Do antidepressants work? Effectiveness may vary from person to person
By Maia Szalavitz for MSN Health & Fitness

Modern antidepressants have been blamed for deadly shooting rampages and violent suicides. At the same time, they’ve been hailed as miracle drugs that transform baleful Eeyore-types into bouncing Tiggers.

Now the latest review of the research claims that the effects of the drugs are only marginally different from those of placebos or sugar pills.

It seems impossible that the same substances in the same dosage ranges could simultaneously be poison, miracle drug and placebo. But the diversity of responses is remarkable—and it points to the possibilities and pitfalls of personalized medicine.

For example, Stacy*, a 48-year-old woman who works in public relations in Ohio, describes her experience with Zoloft like this: “It felt like water after being in the desert. It wasn't an experience of elation or anything bi-polar … I'm far happier, more confident, far more relaxed.”

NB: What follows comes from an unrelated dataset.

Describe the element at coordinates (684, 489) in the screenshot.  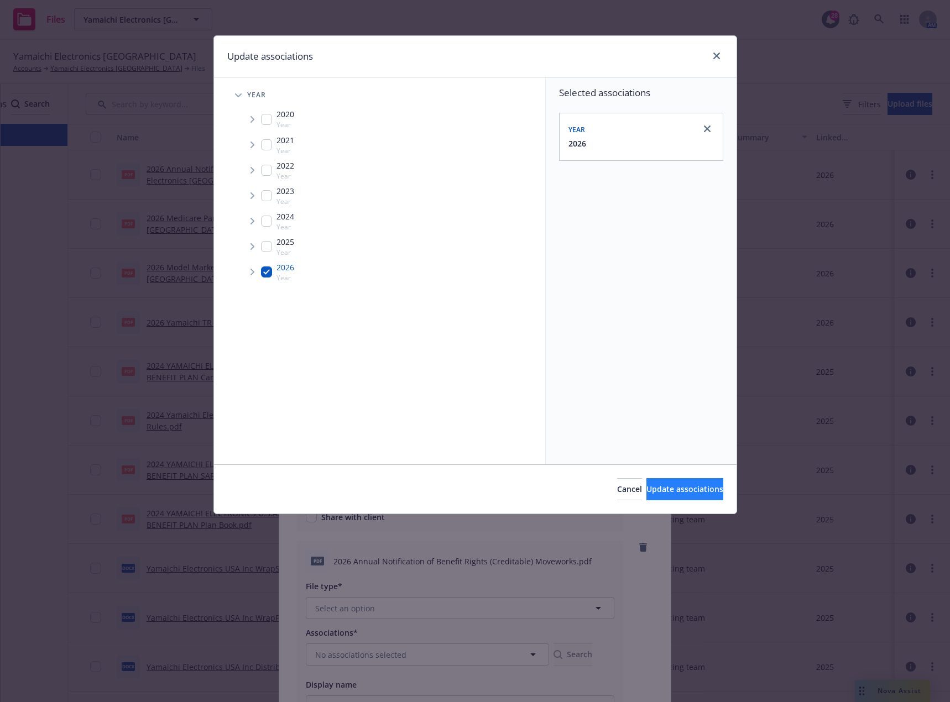
I see `button: Update associations` at that location.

But JoAnne*, a 35 year-old educator and dancer living in the Washington, D.C. area, reported that both Zoloft and Prozac produced muscle weakness and excessive sweating—and no benefits.

And Bernice*, a 53-year-old science journalist in California, described her experience with a Prozac-like antidepressant this way: “It made me feel disconnected from myself and my family, so that I no longer felt any empathy and did not really care what happened to them or to me. It was a terrifying sensation of flatness and I definitely felt depressed and hostile in a way that I had never felt before.”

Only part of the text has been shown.